More on Liturgical Music Suckage

More on Liturgical Music Suckage March 16, 2011

A reader writes:

The church my sister has belonged to all her life got a new pastor six or seven years ago. This is a traditional, small-town Protestant church, steeped in its own traditions. He threw them out. He tossed the old hymnal, and started making people sing praise choruses. He did away with the Apostles Creed, and wrote a creed of his own. People are very set in their ways in this town, so it took a while for folks to get enough of this guy, but it looks like they finally have done it. My sister says about two-thirds of the congregation has hemorrhaged away. She and her family joined the exodus three weeks ago. They now attend a church of the same denomination 35 miles away — and they are so relieved. My sister told me this week on the phone, “We sang ‘Amazing Grace’ in church this week! You wouldn’t believe how long it’s been since I’ve been able to do that.”

The first week they went to this new church, when the congregation said the Apostles Creed, my sister’s young daughter asked her, “Mama, what’s that? How do you know those words?” My sister told me her heart swelled over being able to use the Apostles Creed in worship again, and to be able to have that liturgical tradition passed on to her daughter. I think it took her aback that her daughter had gotten to be 11 years old, and had no idea what the Apostles Creed was. I’m thrilled that they’re back in a good church, one that honors musical and liturgical tradition. But it’s heartbreaking that the family’s connection to the old church has been severed by this modernist pastor who threw out the hymnal and the creed. Her children are the fifth successive generation of my family to have been members of that church — and, thanks to the destructive modernism of this arrogant pastor, probably the last. These ministers have no idea, no idea at all, the violence they do to people in their egotism.

That’s generally the case with all egotists, not just pastoral ones. There’s some sort of chromosomal linkage between one’s capacity to be cocksure and one’s capacity to be oblivious to the consequences of one’s actions.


Instructions to follow – Every line below containing the word "boxes" should be found and copied.

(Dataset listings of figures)
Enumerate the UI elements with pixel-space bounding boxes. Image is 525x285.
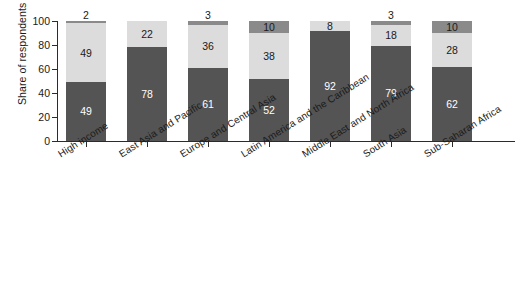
bar-segment-value: 38 — [263, 51, 275, 62]
bar-segment-value: 36 — [202, 41, 214, 52]
y-tick-mark — [52, 117, 58, 118]
bar-segment-value: 3 — [371, 10, 411, 21]
y-tick-label: 100 — [24, 16, 50, 27]
bar-segment-value: 2 — [66, 10, 106, 21]
y-tick-label: 80 — [24, 40, 50, 51]
bar-segment-middle[interactable]: 8 — [310, 21, 350, 31]
bar-segment-middle[interactable]: 22 — [127, 21, 167, 47]
y-tick-mark — [52, 141, 58, 142]
y-tick-mark — [52, 45, 58, 46]
bar-segment-value: 10 — [446, 22, 458, 33]
y-tick-mark — [52, 93, 58, 94]
y-tick-mark — [52, 21, 58, 22]
bar-segment-value: 62 — [446, 99, 458, 110]
bar-segment-middle[interactable]: 38 — [249, 33, 289, 79]
bar-segment-value: 78 — [141, 89, 153, 100]
bar-segment-top[interactable]: 10 — [432, 21, 472, 33]
y-axis-line — [57, 21, 58, 142]
bar-segment-value: 49 — [80, 48, 92, 59]
bar-segment-value: 8 — [327, 21, 333, 32]
bar-segment-value: 3 — [188, 10, 228, 21]
bar-segment-middle[interactable]: 18 — [371, 25, 411, 47]
bar-segment-value: 22 — [141, 29, 153, 40]
bar-segment-value: 28 — [446, 45, 458, 56]
bar-segment-middle[interactable]: 36 — [188, 25, 228, 68]
bar-segment-middle[interactable]: 28 — [432, 33, 472, 67]
y-tick-mark — [52, 69, 58, 70]
y-tick-label: 60 — [24, 64, 50, 75]
bar-segment-value: 10 — [263, 22, 275, 33]
bar-segment-top[interactable]: 10 — [249, 21, 289, 33]
bar-segment-value: 18 — [385, 30, 397, 41]
bar-segment-middle[interactable]: 49 — [66, 23, 106, 82]
y-tick-label: 0 — [24, 136, 50, 147]
bar-segment-value: 49 — [80, 106, 92, 117]
bar-group[interactable]: 31879 — [371, 21, 411, 141]
stacked-bar-chart: Share of respondents (%) 100806040200 24… — [0, 0, 525, 285]
y-tick-label: 40 — [24, 88, 50, 99]
y-tick-label: 20 — [24, 112, 50, 123]
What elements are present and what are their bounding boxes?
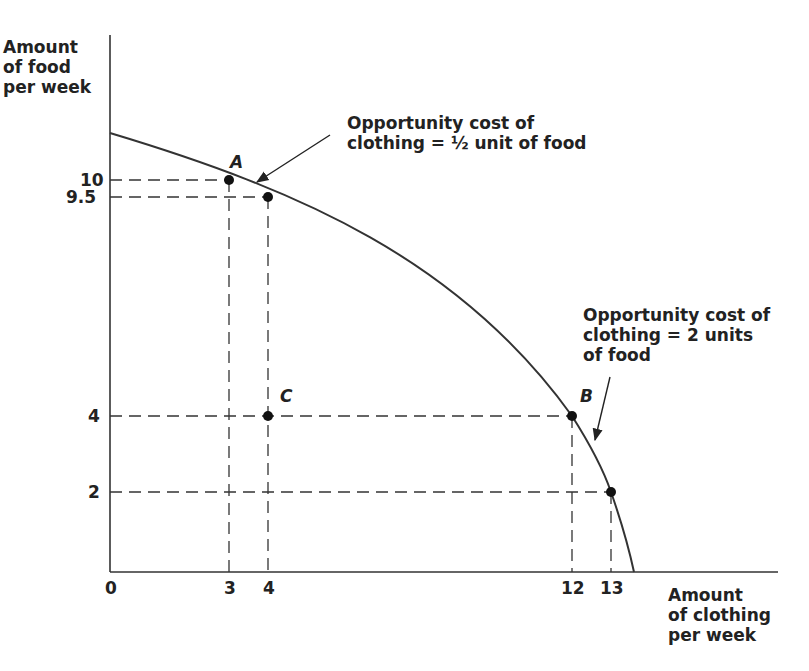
y-tick-4: 4 — [88, 406, 100, 426]
arrow-right-annotation — [595, 377, 610, 440]
x-tick-3: 3 — [224, 578, 236, 598]
point-13-2 — [606, 487, 616, 497]
point-b-label: B — [580, 386, 593, 406]
point-b — [567, 411, 577, 421]
point-a — [224, 175, 234, 185]
x-tick-0: 0 — [105, 578, 117, 598]
x-tick-13: 13 — [600, 578, 624, 598]
ppf-curve — [110, 133, 634, 572]
annotation-right: Opportunity cost of clothing = 2 units o… — [583, 305, 770, 365]
data-points — [224, 175, 616, 497]
y-tick-2: 2 — [88, 482, 100, 502]
annotation-top: Opportunity cost of clothing = ½ unit of… — [347, 113, 587, 153]
arrow-top-annotation — [257, 135, 330, 182]
point-c — [263, 411, 273, 421]
y-axis-label: Amount of food per week — [3, 37, 91, 97]
x-tick-4: 4 — [263, 578, 275, 598]
point-a-label: A — [230, 152, 243, 172]
x-axis-label: Amount of clothing per week — [668, 585, 771, 645]
x-tick-12: 12 — [561, 578, 585, 598]
point-9-5 — [263, 192, 273, 202]
guide-lines — [110, 180, 611, 572]
y-tick-9-5: 9.5 — [66, 187, 96, 207]
point-c-label: C — [280, 386, 292, 406]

Solution to this task –
Enumerate the UI elements with pixel-space bounding boxes. Image is 525x285.
What elements are present and what are their bounding boxes?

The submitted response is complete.